--- Work item ---
Would you please restate all of the entries exactly, apart from the pictures?

--- Task inputs ---

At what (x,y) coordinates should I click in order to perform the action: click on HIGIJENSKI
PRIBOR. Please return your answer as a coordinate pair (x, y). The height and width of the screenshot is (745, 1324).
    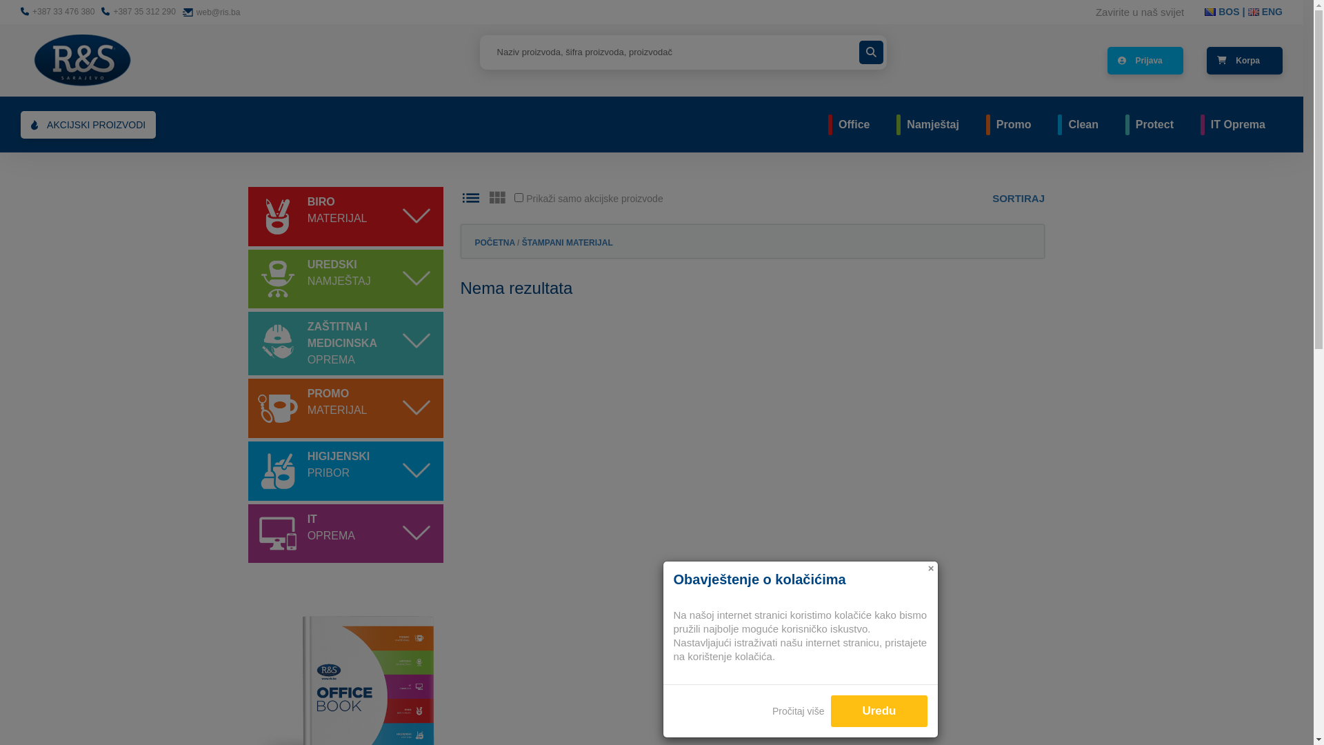
    Looking at the image, I should click on (339, 465).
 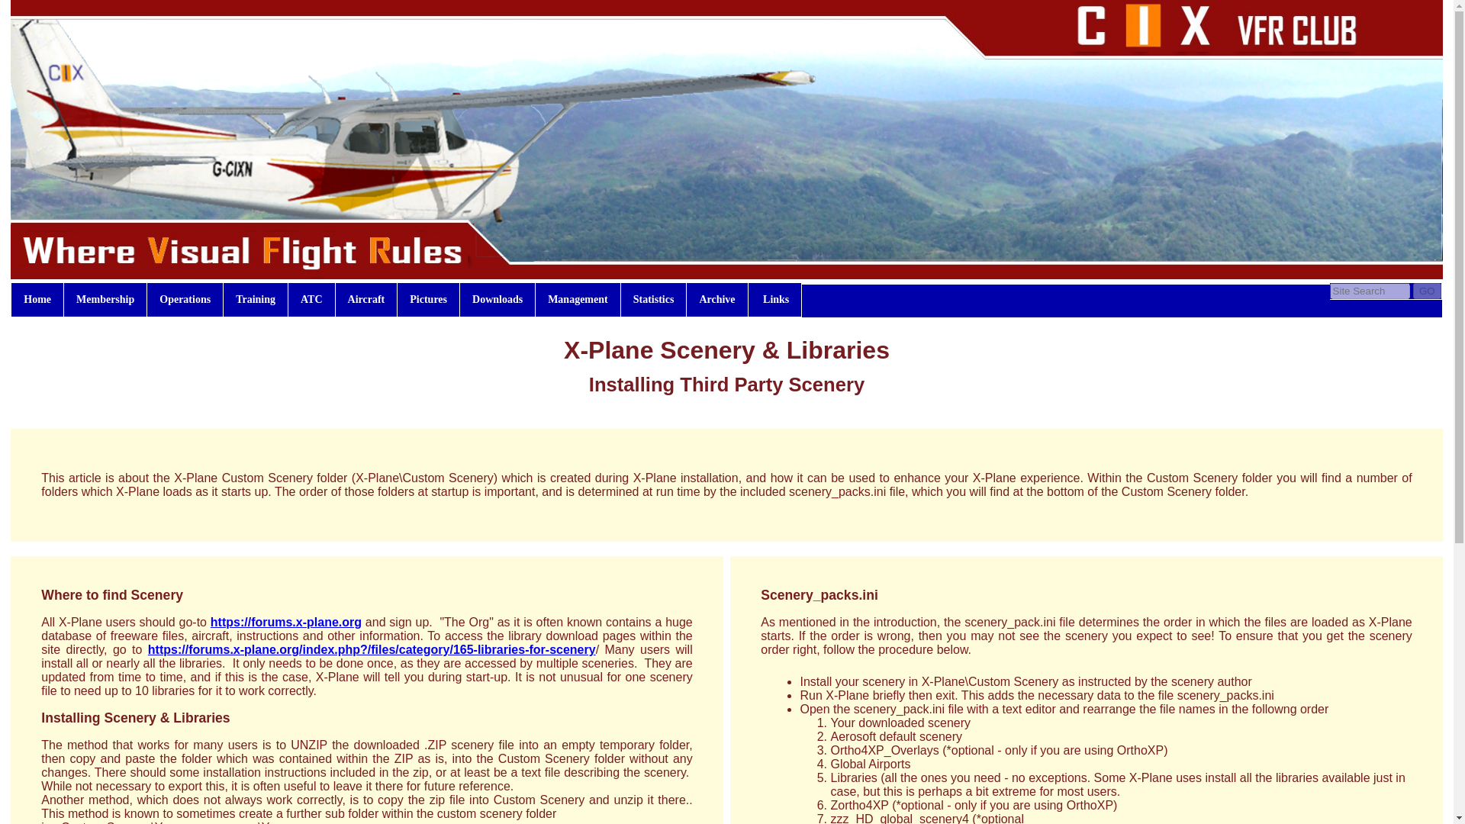 I want to click on Membership, so click(x=105, y=299).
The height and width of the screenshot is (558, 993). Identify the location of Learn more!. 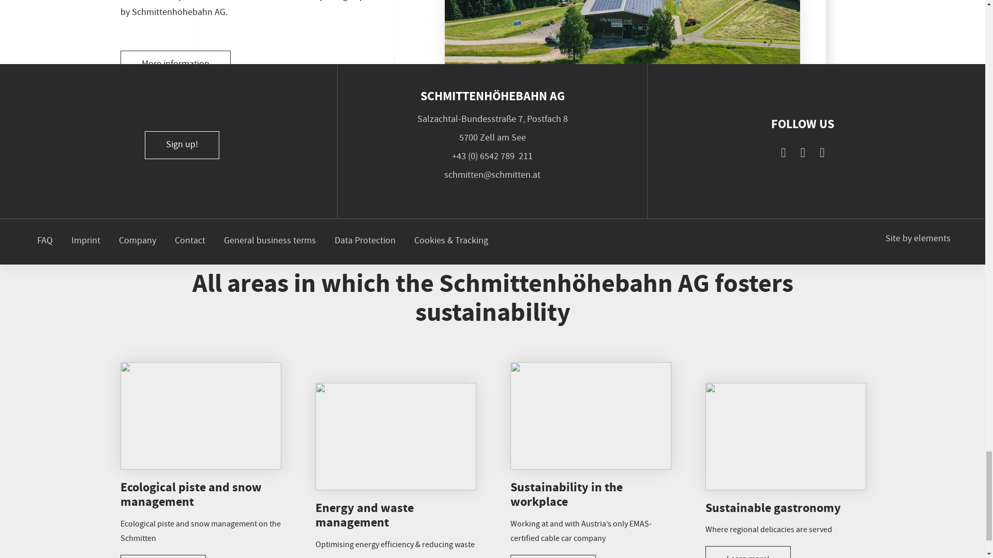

--- Your response ---
At what (x,y) coordinates should I click in order to perform the action: click on HIGIJENSKI
PRIBOR. Please return your answer as a coordinate pair (x, y). The height and width of the screenshot is (745, 1324).
    Looking at the image, I should click on (339, 465).
  I want to click on Membership, so click(x=105, y=299).
The height and width of the screenshot is (558, 993). Identify the location of Learn more!. 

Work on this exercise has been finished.